From May 2025, Microsoft will block unauthenticated emails. Find out how to protect your domain, avoid delivery issues and stay ahead of DMARC enforcement.
Microsoft has announced new email security rules that could prevent your business emails from being delivered. Or worse, leave your domain wide open to impersonation.
From 5 May 2025, Microsoft will begin enforcing DMARC, along with SPF and DKIM, for any organisation that sends more than 5,000 emails per day to Microsoft's consumer email services - including Outlook.com, Hotmail and Live.com.
These changes mirror similar actions already taken by Google and Yahoo. And like those providers, Microsoft is expected to roll this out to smaller senders next.
If your domain doesn't comply with the new requirements, emails may:
1. Go straight to junk folders (initially)
2. Be blocked completely (eventually)
This doesn't just affect your marketing campaigns.
It can impact:
Even a single outreach campaign or system integration could cross the 5,000 emails/day threshold and trigger enforcement.
If you rely on tools like Mailchimp, ActiveCampaign, HubSpot, or even a just contact form on your website and those emails fail DMARC checks, Microsoft will stop delivering them.
DMARC stands for Domain-based Message Authentication, Reporting & Conformance. It stops scammers and cybercriminals from sending emails that look like they're from your organisation.
It works alongside two other security tools:
Without these protections, anyone can send emails that appear to come from your domain - leading to phishing scams, fraud and reputational damage.
Want to learn more about the benefits of DMARC?
Read: Protect Your Brand: Why DMARC is Essential for Modern Organisations
In one of the most high-profile cases of email fraud, an employee at aerospace manufacturer FACC received an email appearing to come from the CEO, asking them to transfer funds for a business deal.
They complied. The email was fake.
DMARC is designed to prevent exactly these kinds of situations from happening.
You don't have to be a large organisation to be at risk.
And you don't have to send thousands of emails every day.
If you send newsletters, use a CRM or run any kind of automated outreach, you could already be close to - or over - Microsoft's 5,000-email threshold. Sometimes one campaign is all it takes.
Even if you're not affected yet, the rules are expanding.
Google, Yahoo and now Microsoft are all enforcing DMARC and smaller senders are likely to follow.
To comply with Microsoft's new policy and stay ahead of Google/Yahoo enforcement:
We make DMARC simple. Our team takes care of everything for you - from setup and testing to validation, reporting and ongoing support.
The 5 May deadline is fast approaching.
Don’t wait until your emails stop delivering or your domain is spoofed. Get protected now.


_WHAT IS BEING ASKED:_
Please write out the records exactly.

----

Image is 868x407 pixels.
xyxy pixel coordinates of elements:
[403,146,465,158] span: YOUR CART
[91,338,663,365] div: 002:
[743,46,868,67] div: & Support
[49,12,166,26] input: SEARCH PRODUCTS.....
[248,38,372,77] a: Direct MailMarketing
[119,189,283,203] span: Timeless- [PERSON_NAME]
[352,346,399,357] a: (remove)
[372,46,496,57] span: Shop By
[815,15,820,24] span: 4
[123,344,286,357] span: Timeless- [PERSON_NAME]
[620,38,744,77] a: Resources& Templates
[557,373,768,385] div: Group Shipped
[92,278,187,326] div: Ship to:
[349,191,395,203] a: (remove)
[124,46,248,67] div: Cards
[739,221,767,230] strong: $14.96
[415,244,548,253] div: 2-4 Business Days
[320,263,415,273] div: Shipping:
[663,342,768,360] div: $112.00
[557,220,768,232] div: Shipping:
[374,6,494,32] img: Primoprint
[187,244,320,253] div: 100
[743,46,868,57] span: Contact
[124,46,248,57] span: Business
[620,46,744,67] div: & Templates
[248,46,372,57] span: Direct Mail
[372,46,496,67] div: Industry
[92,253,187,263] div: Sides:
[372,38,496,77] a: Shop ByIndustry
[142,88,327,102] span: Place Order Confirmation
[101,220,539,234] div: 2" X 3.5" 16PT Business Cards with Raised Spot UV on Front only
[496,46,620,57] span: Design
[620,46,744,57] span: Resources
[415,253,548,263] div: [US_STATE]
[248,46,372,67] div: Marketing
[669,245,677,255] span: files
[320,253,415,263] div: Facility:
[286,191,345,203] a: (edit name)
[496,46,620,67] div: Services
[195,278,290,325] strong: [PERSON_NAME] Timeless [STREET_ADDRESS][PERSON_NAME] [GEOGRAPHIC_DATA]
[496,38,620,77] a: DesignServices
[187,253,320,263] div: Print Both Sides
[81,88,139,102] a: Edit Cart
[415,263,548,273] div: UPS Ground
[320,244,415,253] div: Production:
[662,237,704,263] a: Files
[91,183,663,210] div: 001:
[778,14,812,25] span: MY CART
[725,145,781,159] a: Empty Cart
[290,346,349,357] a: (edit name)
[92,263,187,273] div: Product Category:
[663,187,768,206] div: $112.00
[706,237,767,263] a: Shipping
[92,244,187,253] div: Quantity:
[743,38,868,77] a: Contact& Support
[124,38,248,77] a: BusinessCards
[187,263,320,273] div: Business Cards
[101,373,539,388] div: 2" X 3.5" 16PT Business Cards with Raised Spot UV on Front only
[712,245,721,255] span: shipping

----

_ANSWER SPACE:_
Image is 868x407 pixels.
xyxy pixel coordinates of elements:
[403,146,465,158] span: YOUR CART
[91,338,663,365] div: 002:
[743,46,868,67] div: & Support
[49,12,166,26] input: SEARCH PRODUCTS.....
[248,38,372,77] a: Direct MailMarketing
[119,189,283,203] span: Timeless- [PERSON_NAME]
[352,346,399,357] a: (remove)
[372,46,496,57] span: Shop By
[815,15,820,24] span: 4
[123,344,286,357] span: Timeless- [PERSON_NAME]
[620,38,744,77] a: Resources& Templates
[557,373,768,385] div: Group Shipped
[92,278,187,326] div: Ship to:
[349,191,395,203] a: (remove)
[124,46,248,67] div: Cards
[739,221,767,230] strong: $14.96
[415,244,548,253] div: 2-4 Business Days
[320,263,415,273] div: Shipping:
[663,342,768,360] div: $112.00
[557,220,768,232] div: Shipping:
[374,6,494,32] img: Primoprint
[187,244,320,253] div: 100
[743,46,868,57] span: Contact
[124,46,248,57] span: Business
[620,46,744,67] div: & Templates
[248,46,372,57] span: Direct Mail
[372,46,496,67] div: Industry
[92,253,187,263] div: Sides:
[372,38,496,77] a: Shop ByIndustry
[142,88,327,102] span: Place Order Confirmation
[101,220,539,234] div: 2" X 3.5" 16PT Business Cards with Raised Spot UV on Front only
[496,46,620,57] span: Design
[620,46,744,57] span: Resources
[415,253,548,263] div: [US_STATE]
[248,46,372,67] div: Marketing
[669,245,677,255] span: files
[320,253,415,263] div: Facility:
[286,191,345,203] a: (edit name)
[496,46,620,67] div: Services
[195,278,290,325] strong: [PERSON_NAME] Timeless [STREET_ADDRESS][PERSON_NAME] [GEOGRAPHIC_DATA]
[496,38,620,77] a: DesignServices
[187,253,320,263] div: Print Both Sides
[81,88,139,102] a: Edit Cart
[415,263,548,273] div: UPS Ground
[320,244,415,253] div: Production:
[662,237,704,263] a: Files
[91,183,663,210] div: 001:
[778,14,812,25] span: MY CART
[725,145,781,159] a: Empty Cart
[290,346,349,357] a: (edit name)
[92,263,187,273] div: Product Category:
[663,187,768,206] div: $112.00
[706,237,767,263] a: Shipping
[92,244,187,253] div: Quantity:
[743,38,868,77] a: Contact& Support
[124,38,248,77] a: BusinessCards
[187,263,320,273] div: Business Cards
[101,373,539,388] div: 2" X 3.5" 16PT Business Cards with Raised Spot UV on Front only
[712,245,721,255] span: shipping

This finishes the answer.